I'm good at long answers, so let me give you the short(ish) one first. Osteopathic principles and philosophy is its own thing. That is why the class is OPP not OMM. The techniques are great, but our use of them, and of all our therapeutic interventions, are most beneficial when they are being provided with an appreciation for the principles and philosophy behind them. If you can do a thing that works, but you don't understand the *why* behind its efficacy, or how it is better than another option, etc... then you are just a technician, not a physician. Osteopathy is a model, a system through which you can filter the complexity of the problem of seeking health. There are other models, other ways of approaching the same problems, but this one is the one that osteopathic medical schools teach.
The longer answer: As far as techniques alone go, there is a lot of overlap with other disciplines, like physical therapy. The differences in the actual techniques may be slight matters of style for the most part. Why not just be a physical therapist then? Because you want a wider scope beyond just manual medicine. The model of OPP tells us that focusing on just one aspect of health to the exclusion of the others is a recipe for treating problems rather than patients. That "treat the whole patient" thing is kind of cliche, but it is pretty much central to what the osteopathic model is all about. My version:
- The human being is a unit, of body, mind, and maybe spirit, if you believe in that sort of thing.
- A living body wants to be well, and it will try to regulate and heal itself.
- Structure and function are two sides of the same coin. Changing one changes the other, invariably. (If not always predictably!)
- All rational treatment requires an appreciation of the first three.
If someone explicitly believes and practices medicine with those principles in mind, then they are practicing osteopathic medicine, whatever school they went to and whatever letters after their name, even if they never use a single manipulative medical technique. (Though why on earth someone wouldn't want to have those handy tools available for use, I can't fathom.)
I don't know what "traditional medicine" means. Chiropractic was developed by a guy who studied briefly with A.T. Still, who spent a couple weeks, picked up a couple of things, and then "invented" a style of manual medicine. I've cared for a lot of patients who were seriously injured by chiropractors, so that colors my opinions about them, and that is about all I care to say here.
Some of my professors are into acupuncture, but I have yet to be convinced that it is more than just placebo effect. I find it frustrating that it gets as much attention as it does in our OPP lectures (occasional mentions,) because I think that dilutes the quality of what OMM does have to offer. (I'm also not yet convinced that cranial is a thing, at least in adults.)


Directions for this task:
For the word "chart", count the lines below that contain it. Give the number alone.

[Figure collection entries]
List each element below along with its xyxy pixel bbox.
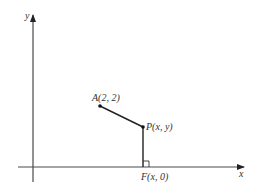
right-angle-marker [143,161,149,167]
point-a [98,104,102,108]
point-a-label: A(2, 2) [91,92,120,104]
segment-ap [100,106,143,127]
coordinate-diagram: y x A(2, 2) P(x, y) F(x, 0) [0,0,257,189]
point-f-label: F(x, 0) [140,171,169,183]
point-p [141,125,145,129]
point-p-label: P(x, y) [145,121,173,133]
x-axis-label: x [238,168,244,179]
y-axis-label: y [24,10,30,21]
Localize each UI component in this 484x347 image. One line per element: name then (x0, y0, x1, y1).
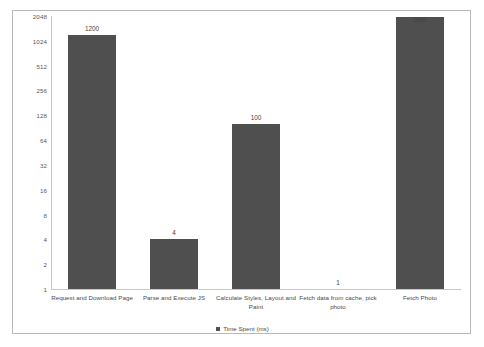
y-axis-tick-128: 128 (36, 112, 47, 119)
bar[interactable] (68, 35, 116, 289)
y-axis-tick-4: 4 (43, 236, 47, 243)
chart-legend: Time Spent (ms) (13, 325, 472, 332)
y-axis-tick-16: 16 (40, 186, 47, 193)
bar-column: 100 (215, 16, 297, 289)
y-axis-tick-32: 32 (40, 161, 47, 168)
y-axis-tick-2: 2 (43, 261, 47, 268)
bar-column: 2000 (379, 16, 461, 289)
bar-column: 4 (133, 16, 215, 289)
bar-value-label: 1200 (85, 25, 99, 32)
y-axis-tick-1024: 1024 (33, 37, 47, 44)
legend-swatch-icon (216, 327, 220, 331)
chart-container: 124816326412825651210242048 120041001200… (12, 10, 471, 334)
bar[interactable] (396, 17, 444, 289)
legend-label: Time Spent (ms) (223, 325, 269, 332)
bar-column: 1 (297, 16, 379, 289)
y-axis-tick-2048: 2048 (33, 13, 47, 20)
bar-column: 1200 (51, 16, 133, 289)
x-axis-category-labels: Request and Download PageParse and Execu… (51, 294, 461, 324)
y-axis-tick-64: 64 (40, 137, 47, 144)
bar[interactable] (150, 239, 198, 289)
x-axis-line (51, 289, 461, 290)
bar-value-label: 4 (172, 229, 176, 236)
x-axis-label: Parse and Execute JS (133, 294, 215, 303)
plot-area: 1200410012000 (51, 16, 461, 289)
bar-value-label: 2000 (413, 16, 427, 23)
bar[interactable] (232, 124, 280, 289)
bar-value-label: 100 (251, 114, 262, 121)
bar-value-label: 1 (336, 279, 340, 286)
x-axis-label: Calculate Styles, Layout and Paint (215, 294, 297, 311)
y-axis-tick-8: 8 (43, 211, 47, 218)
x-axis-label: Fetch Photo (379, 294, 461, 303)
y-axis-tick-256: 256 (36, 87, 47, 94)
y-axis-tick-512: 512 (36, 62, 47, 69)
y-axis-tick-1: 1 (43, 286, 47, 293)
y-axis-tick-labels: 124816326412825651210242048 (13, 11, 47, 347)
x-axis-label: Fetch data from cache, pick photo (297, 294, 379, 311)
x-axis-label: Request and Download Page (51, 294, 133, 303)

Solution below:
2